Nine days late. He done it in the ditch – we pickin’ fresas, he push me down, he do it. She don’t believe me, ‘Papa don’t do a thing like that, bitch, whore, puta.’ I run away. Nine days late. No place to sleep, nothing to eat. Help me, Uncle Judas –

Next to the thing, a guy in a warm-up suit stood with his arms folded, studying the candles against the wall with an expressionless face. Seemingly at random, he would approach one of the petitioners, tapping him or her three times ritualistically with a stick. Then he would lead the petitioner to the thing where he would bend close and begin whispering in the petitioner's ear.

I elbowed Genaro. "Who's that?"

"I don't know how you say it in English, man. Abogado Espíritu, in Spanish. Spirit lawyer. How the Maximon talks to his people."

The spirit lawyer wasn't choosing his prey at random after all, I noticed. There was a pattern to it. From time to time one of candles would sputter up into a cascade of sparks. That seemed to be the signal.

I found myself oddly fascinated by those candles, the shadows their shifting flames cast against the wall. In particular my eyes were drawn to a certain red candle whose glass holder had been embellished with a representation of – of all things – St. Lazarus, a familiar name because it was my name, my real first name, camouflaged on the title page of the PhD dissertation I never finished by the letter L. Of course, I never used it. Would you? But I had memorized the saint's symbols when I was still quite young, a wolf and a goat kid lying at the feet of a half-naked man. I wasn't a Catholic. Perhaps it was the child's delight in discovering others who share some odd kinship with oneself, a birth date, a secret mispronunciation of a familiar word. A strange first name. Or maybe it was just the earliest awakenings of my interest in what one might call applied anthropology.

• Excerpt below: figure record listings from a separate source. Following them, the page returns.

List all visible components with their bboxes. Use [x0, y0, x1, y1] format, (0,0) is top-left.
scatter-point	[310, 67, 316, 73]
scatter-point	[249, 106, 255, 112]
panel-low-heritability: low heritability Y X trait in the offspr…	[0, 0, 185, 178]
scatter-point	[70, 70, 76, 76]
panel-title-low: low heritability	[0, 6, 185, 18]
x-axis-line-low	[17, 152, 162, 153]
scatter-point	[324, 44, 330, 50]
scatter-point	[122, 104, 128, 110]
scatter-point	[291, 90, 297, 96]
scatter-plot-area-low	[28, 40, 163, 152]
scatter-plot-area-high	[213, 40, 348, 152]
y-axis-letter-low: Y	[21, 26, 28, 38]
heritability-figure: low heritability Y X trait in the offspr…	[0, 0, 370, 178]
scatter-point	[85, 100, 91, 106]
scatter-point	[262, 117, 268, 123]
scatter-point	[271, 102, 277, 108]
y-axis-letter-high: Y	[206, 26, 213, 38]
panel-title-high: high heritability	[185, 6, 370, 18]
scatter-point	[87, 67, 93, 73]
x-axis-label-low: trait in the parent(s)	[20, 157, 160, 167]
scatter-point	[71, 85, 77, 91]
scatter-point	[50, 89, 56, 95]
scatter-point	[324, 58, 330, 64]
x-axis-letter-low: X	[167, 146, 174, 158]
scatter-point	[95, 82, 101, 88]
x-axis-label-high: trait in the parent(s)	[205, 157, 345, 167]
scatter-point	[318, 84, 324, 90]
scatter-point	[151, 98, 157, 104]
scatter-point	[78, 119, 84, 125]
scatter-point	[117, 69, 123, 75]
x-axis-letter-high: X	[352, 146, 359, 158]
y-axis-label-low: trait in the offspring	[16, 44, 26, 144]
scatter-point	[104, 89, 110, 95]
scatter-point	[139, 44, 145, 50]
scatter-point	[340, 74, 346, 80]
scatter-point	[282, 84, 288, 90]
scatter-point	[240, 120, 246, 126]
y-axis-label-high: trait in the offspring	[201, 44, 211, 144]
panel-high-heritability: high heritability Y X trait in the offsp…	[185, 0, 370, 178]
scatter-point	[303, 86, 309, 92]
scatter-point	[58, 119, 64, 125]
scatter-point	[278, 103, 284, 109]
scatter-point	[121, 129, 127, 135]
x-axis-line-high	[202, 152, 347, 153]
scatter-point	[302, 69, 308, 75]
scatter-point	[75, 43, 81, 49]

The red candle flared suddenly. I think I jumped.

And then I felt it, a tap, tap, tap upon my shoulders. I turned around.

The spirit lawyer.

Fine. If it got me closer to the thing, I could size it up better although I was pretty sure my first impression was the right impression: the thing was worthless.

The spirit lawyer had terrible breath. Garlic, cigars, something behind them that was… charnel.

The spirit lawyer began to whisper:

He gave it to you. He should have kept for himself, he paid enough for it. But hey man! You offered it back, he didn't want it. What more can you do? He'll be sorry. You're flying to the wrong place. Love waits for you but not there. Some place close but not there. You didn't kill her, she killed herself –

"What the fuck?" I screamed, and tried to push the spirit lawyer out of my way.

But he just stood there, frozen into place, his eyes vacant, his lips moving though I could no longer hear whatever it was he was saying.

I picked Genaro out in the dark, made my way towards him. I'd developed one of those headaches that feel like an ice pick in each eye socket. I didn't remember it coming on. One minute I was fine; the next, I was staggering. "We're outa here, cowboy. Chop, chop."

"The Maximon picked you, Hazard," Genaro said slowly. "Big honor."

"Fuck the Moshymon. Game over. I've got things to do. Lets go. Now."

The woman with the cashbox laughed at me as I fled through the beaded curtains, and then I was on the other side, in the full garish glare of those florescent overheads with the restaurant refugees in their overpriced clothes and their affected drawls laughing hysterically into my ears –

I felt as though my head was going to explode.

Fortunately the botanica's front window exploded instead.